I agree....although most of it is her lack of will power.
She spent ten years in isolation...in the book she had a miscarriage when he left her for another woman. She blamed her hate for him as the reason for her child's death and spent ten years in her guilt until she got news that he had died.
I am not sure why that was not done in the film....?? supposedly she had another one after marrying Mr St Clair....thus mother and daughter never bonded that well.
I've taught this film and story in my English literature classes, and I've noticed that my students always seem to have the strongest reaction to the story of Auntie An-Mei and her mother (when she takes the opium to free her daughter's spirit). Their reactions usually follow a very predicatable pattern:
June's story (initially draws them in, but they're still thinking: What the hell is this?
Auntie Lindo/Waverly (they begin to really warm up to the story because of the humor).
Auntie Ying-Ying (seems to be a difficult one for the students to relate to, and throws them off somewhat after the comedy of the previous story. The guys are usually thinking, "This woman is a total wuss," and "This husband is too evil to be believable" and the girls have a very difficult time reconciling themselves to the fact that she kills her baby).
But then comes Auntie An-Mei's story, and I see the total transformation: Just complete and total heartbreak by the time that story is done. It's the one that almost always requires a full box of hankies afterward.
For me, personally though, I have to say the final segment where June's mother abandons her babies, and then June arrives in China to reunite with her sisters. I'm always in tears by that final scene.
I think it is Suyun leaving her babies, only to be rescued herself after.
For Ying-Ying to loose her baby completly, to be so out of it that she kills him is horrendous, but to have to leave your children because you think dying next to them will mean noone will help them is just beyond tragic.
I don't know if I could ever do that. But the situation, the pressure, the sickness in her all made her do this, and she would rather have had ANY other opportunity. One thing is to leave a child with parents or "selling" her to a husband. But Suyun had no idea if anyone would ever pick them up. They could have died there under that tree. It is just awful.
I teared up about An-Mei's grandmother, seeing how loving and respectful An-mei's mother was, even after all the accusations the grandmother threw at her.

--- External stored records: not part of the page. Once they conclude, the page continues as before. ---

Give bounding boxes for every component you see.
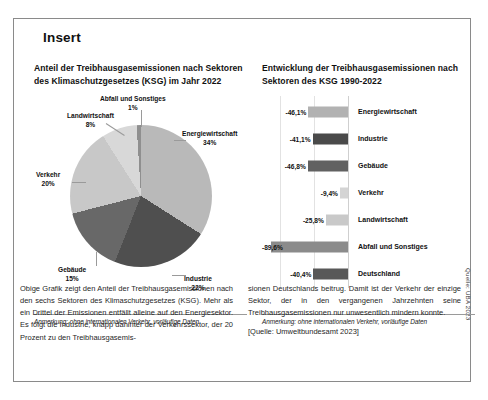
pie-label-landwirtschaft-value: 8% [67,120,114,129]
bar-category-label: Deutschland [348,270,400,277]
bar-value-label: -46,1% [285,108,306,115]
insert-legend-label: Insert [38,30,88,45]
pie-chart-panel: Anteil der Treibhausgasemissionen nach S… [34,62,247,297]
bar-category-label: Industrie [348,135,388,142]
bar-chart-title: Entwicklung der Treibhausgasemissionen n… [262,62,475,88]
bar-track: -46,8% [262,152,348,179]
bar-segment [308,160,348,171]
bar-chart-figure: -46,1%Energiewirtschaft-41,1%Industrie-4… [262,92,475,297]
pie-chart-figure: Abfall und Sonstiges 1% Landwirtschaft 8… [34,92,247,297]
pie-label-gebaeude-name: Gebäude [58,266,86,273]
bar-value-label: -46,8% [285,162,306,169]
pie-label-energiewirtschaft-name: Energiewirtschaft [182,130,237,137]
bar-segment [313,268,348,279]
body-paragraph-left: Obige Grafik zeigt den Anteil der Treibh… [20,283,233,344]
body-text-left-column: Obige Grafik zeigt den Anteil der Treibh… [20,283,233,344]
bar-value-label: -40,4% [290,270,311,277]
bar-segment [308,106,348,117]
pie-label-landwirtschaft: Landwirtschaft 8% [67,111,114,130]
pie-label-energiewirtschaft: Energiewirtschaft 34% [182,129,237,148]
bar-row: -25,8%Landwirtschaft [262,206,475,233]
bar-track: -9,4% [262,179,348,206]
bar-track: -46,1% [262,98,348,125]
pie-chart-title: Anteil der Treibhausgasemissionen nach S… [34,62,247,88]
bar-chart-plot: -46,1%Energiewirtschaft-41,1%Industrie-4… [262,96,475,292]
body-source-citation: [Quelle: Umweltbundesamt 2023] [248,326,461,338]
bar-value-label: -41,1% [290,135,311,142]
bar-value-label: -89,6% [262,243,283,250]
bar-row: -9,4%Verkehr [262,179,475,206]
body-text-right-column: sionen Deutschlands beitrug. Damit ist d… [248,283,461,339]
bar-track: -89,6% [262,233,348,260]
bar-segment [326,214,348,225]
pie-label-verkehr-value: 20% [36,179,60,188]
pie-label-gebaeude: Gebäude 15% [58,265,86,284]
pie-label-verkehr: Verkehr 20% [36,170,60,189]
bar-row: -46,1%Energiewirtschaft [262,98,475,125]
bar-value-label: -25,8% [303,216,324,223]
bar-value-label: -9,4% [321,189,338,196]
bar-category-label: Verkehr [348,189,384,196]
bar-row: -41,1%Industrie [262,125,475,152]
pie-label-abfall-und-sonstiges: Abfall und Sonstiges 1% [100,94,166,113]
pie-leader-line-verkehr [72,182,86,183]
body-paragraph-right: sionen Deutschlands beitrug. Damit ist d… [248,283,461,319]
chart-source-label: Quelle: UBA 2023 [465,268,472,320]
bar-category-label: Landwirtschaft [348,216,408,223]
pie-label-abfall-name: Abfall und Sonstiges [100,95,166,102]
pie-label-industrie-name: Industrie [184,275,212,282]
bar-segment [340,187,348,198]
bar-row: -89,6%Abfall und Sonstiges [262,233,475,260]
bar-track: -25,8% [262,206,348,233]
pie-label-energiewirtschaft-value: 34% [182,138,237,147]
bar-category-label: Gebäude [348,162,388,169]
bar-segment [313,133,348,144]
pie-label-landwirtschaft-name: Landwirtschaft [67,112,114,119]
bar-category-label: Abfall und Sonstiges [348,243,428,250]
bar-track: -41,1% [262,125,348,152]
pie-leader-line-gebaeude [96,252,97,266]
pie-label-verkehr-name: Verkehr [36,171,60,178]
bar-chart-panel: Entwicklung der Treibhausgasemissionen n… [262,62,475,297]
bar-row: -46,8%Gebäude [262,152,475,179]
bar-category-label: Energiewirtschaft [348,108,417,115]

I also believe that Suyuan's story is the most tragic because she had to leave those baby girls behind, then have to lose her other daughter to American culture later on. Suyuan's daughter Jing-Mei may have realized her mother's tragic story later on, but failed to recognize her mother's struggles whilst she was alive. But as for the other mother-daughter pairs, there was a certain moment where the daughters finally made a connection with their mothers.